Alain Badiou: Sometimes, We Are Eternal
Contributors:
Alain Badiou, Nick Nesbitt, Kenneth Reinhard, Jana Ndiaye Berankova
Edited by Jana Ndiaye Berankova and Norma Hussey
Graphic design: Lukáš Kijonka and Michal Krůl, Kolektiv Studio
190 pages
24 EUR
ISBN: 978-2-9569056-0-8
“The affect of a truth is the immanence of something infinite within finitude. I agree with Benedictus de Spinoza that sometimes ‘we feel and know by experience that we are eternal’.”
Sometimes, We Are Eternal is a compelling introduction to Badiou’s thought and a rare glimpse into the monumental final volume of the Being and Event trilogy, The Immanence of Truths. Human beings can live as immortals; they can become eternal—sometimes. Philosophy helps us to orient our lives in the light of truths. In this collection of essays and interviews, Alain Badiou, in conversation with his disciples and attentive readers, explains his intellectual trajectory, the intricacies and problems that brought him to write the Being and Event trilogy, all while making rare self-critical remarks. He addresses a variety of topics ranging from his recent rethinking of the notion of the absolute, the universality of love, Toussaint Louverture, Marxism, the necessity of revolution, and the plurality of logics. The book includes an introduction by Nick Nesbitt, Kenneth Reinhard’s article “Alain Badiou’s Fundamental Philosophy,” and Jana Ndiaye Berankova’s postface on The Immanence of Truths, which discusses the attributes of the absolute and Badiou’s dialogue with Spinoza.
The book is published as a hardcover edition bound in a color-printed silver fabric and includes translucent graphic pages.
video: first presentation of the book at the workshop Dialectics Returns on September 12th, 2019
Authors:
Alain Badiou is a French philosopher and playwright. He is a professor emeritus and former chair of the Department of Philosophy of the École Normale Supérieure in Paris and one of the founding members of the Faculty of philosophy of the Université Paris VIII. His major works include Being and Event, Logics of Worlds, and The Immanence of Truths. His philosophical oeuvre connects continental and analytical philosophical traditions along with his reflections on set theory and contemporary mathematics.
Nick Nesbitt is a professor of French and Italian at Princeton University. He is the author of Caribbean Critique: Antillean Critical Theory from Toussaint to Glissant; Universal Emancipation: The Haitian Revolution and the Radical Enlightenment; and Voicing Memory: History and Subjectivity in French Caribbean Literature. He is also the editor of Toussaint Louverture: The Haitian Revolution and The Concept in Crisis, Reading Capital Today.
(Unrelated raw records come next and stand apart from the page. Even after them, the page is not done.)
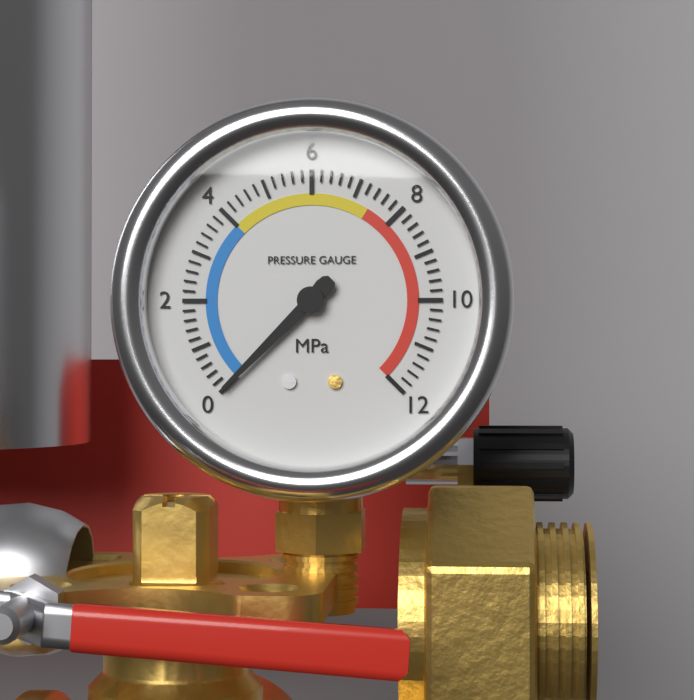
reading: 0.0 MPa
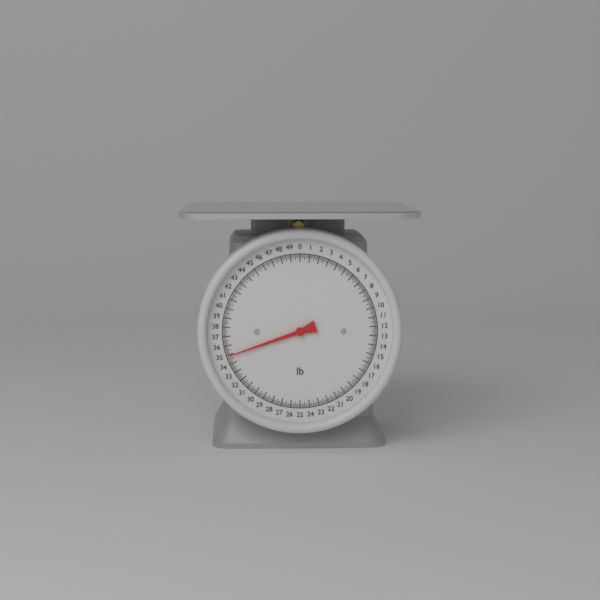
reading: 34.875 lb
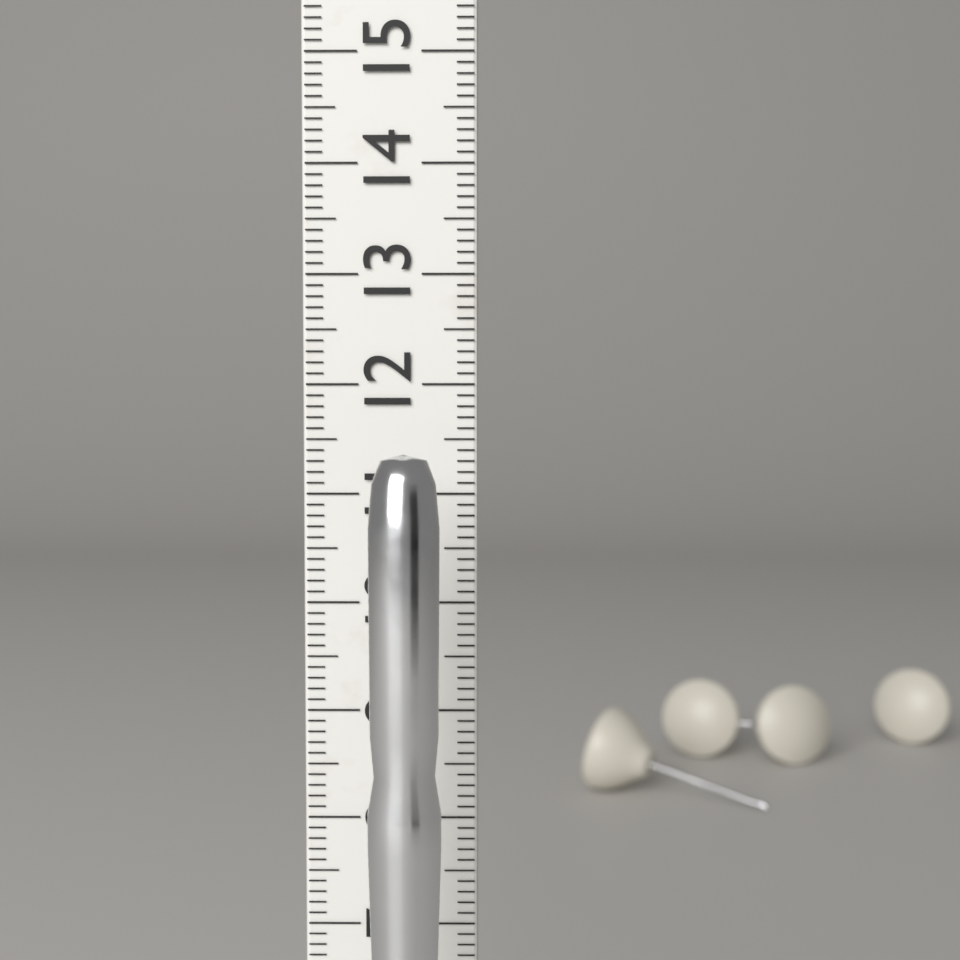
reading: 11.4 cm
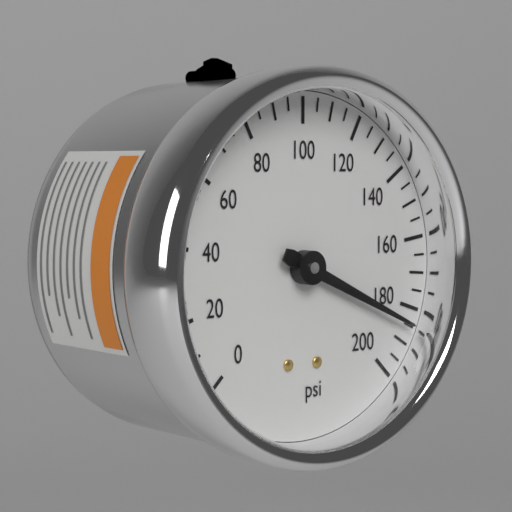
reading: 185 psi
Kenneth Reinhard is a professor in the Department of Comparative Literature at the University of California, Los Angeles. He is the author, with Slavoj Žižek and Eric Santner of The Neighbor: Three Inquiries in Political Theology, and with Julia Reinhard Lupton, of After Oedipus: Shakespeare in Psychoanalysis. Together with Susan Spitzer, he is currently working on the English translation of Alain Badiou’s seminars and his forthcoming book The Immanence of Truths.
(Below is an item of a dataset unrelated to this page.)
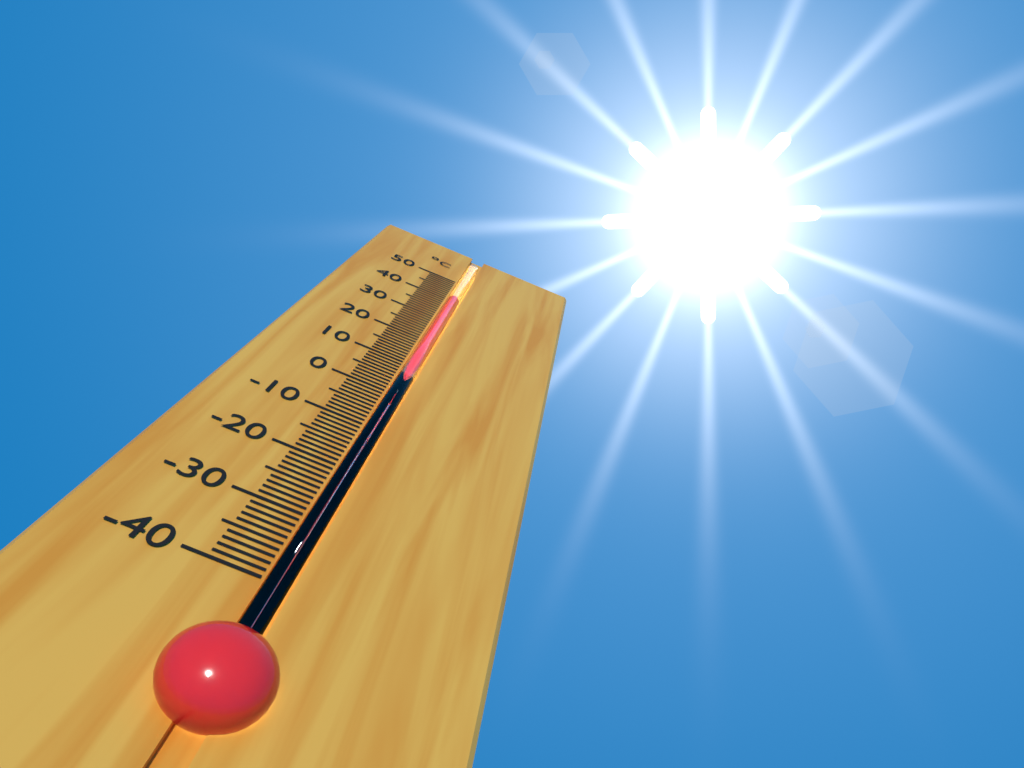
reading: 40 °C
Jana Ndiaye Berankova is a philosopher, writer, and architecture critic. She is a PhD Student at Columbia University's Graduate School of Architecture, Planning and Preservation. She received a graduate diploma from the École Normale Supérieure in Paris and an M.A. at the École des Hautes Études en Sciences Sociales. Her research interests include the links between continental philosophy and architecture theory, social movements of 1968, and Central European architecture.